TASK BRIEF >>
Keep to one stretch of the data below, the lines from the one with "The width and" up to and including the one with "What do you see at coordinates (773, 162)", and return that stretch exactly.
--------------------
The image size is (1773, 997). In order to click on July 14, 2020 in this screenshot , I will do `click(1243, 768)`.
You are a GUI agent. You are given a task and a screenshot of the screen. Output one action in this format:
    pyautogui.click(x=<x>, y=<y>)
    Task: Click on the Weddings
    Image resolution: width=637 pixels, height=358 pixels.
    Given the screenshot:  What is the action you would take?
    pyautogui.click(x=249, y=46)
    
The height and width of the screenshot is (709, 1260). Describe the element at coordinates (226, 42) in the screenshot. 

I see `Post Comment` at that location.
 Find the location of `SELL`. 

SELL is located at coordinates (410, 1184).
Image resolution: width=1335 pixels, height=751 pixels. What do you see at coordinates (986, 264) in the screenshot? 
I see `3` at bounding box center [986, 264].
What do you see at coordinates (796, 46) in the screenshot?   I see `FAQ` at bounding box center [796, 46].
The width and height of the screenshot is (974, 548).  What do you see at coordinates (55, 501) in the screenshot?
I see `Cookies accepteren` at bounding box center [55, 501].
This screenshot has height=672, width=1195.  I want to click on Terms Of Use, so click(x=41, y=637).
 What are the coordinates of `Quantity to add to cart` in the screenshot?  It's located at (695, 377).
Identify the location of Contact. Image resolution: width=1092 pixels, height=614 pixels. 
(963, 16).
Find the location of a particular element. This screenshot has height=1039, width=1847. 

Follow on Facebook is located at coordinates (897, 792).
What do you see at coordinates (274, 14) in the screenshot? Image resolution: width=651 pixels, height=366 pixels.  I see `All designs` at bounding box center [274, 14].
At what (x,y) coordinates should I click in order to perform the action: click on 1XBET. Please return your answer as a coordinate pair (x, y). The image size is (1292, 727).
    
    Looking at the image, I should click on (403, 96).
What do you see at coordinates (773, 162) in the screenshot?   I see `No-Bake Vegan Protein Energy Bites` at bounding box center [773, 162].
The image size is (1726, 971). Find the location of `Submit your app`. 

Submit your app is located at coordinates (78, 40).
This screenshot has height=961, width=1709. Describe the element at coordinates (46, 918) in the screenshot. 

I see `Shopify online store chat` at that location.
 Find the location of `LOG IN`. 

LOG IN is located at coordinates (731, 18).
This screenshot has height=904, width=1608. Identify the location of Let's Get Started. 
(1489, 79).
--------------------
RESULT >>
The width and height of the screenshot is (974, 548).  What do you see at coordinates (55, 501) in the screenshot?
I see `Cookies accepteren` at bounding box center [55, 501].
This screenshot has height=672, width=1195.  I want to click on Terms Of Use, so click(x=41, y=637).
 What are the coordinates of `Quantity to add to cart` in the screenshot?  It's located at (695, 377).
Identify the location of Contact. Image resolution: width=1092 pixels, height=614 pixels. 
(963, 16).
Find the location of a particular element. This screenshot has height=1039, width=1847. 

Follow on Facebook is located at coordinates (897, 792).
What do you see at coordinates (274, 14) in the screenshot? Image resolution: width=651 pixels, height=366 pixels.  I see `All designs` at bounding box center [274, 14].
At what (x,y) coordinates should I click in order to perform the action: click on 1XBET. Please return your answer as a coordinate pair (x, y). The image size is (1292, 727).
    
    Looking at the image, I should click on (403, 96).
What do you see at coordinates (773, 162) in the screenshot?   I see `No-Bake Vegan Protein Energy Bites` at bounding box center [773, 162].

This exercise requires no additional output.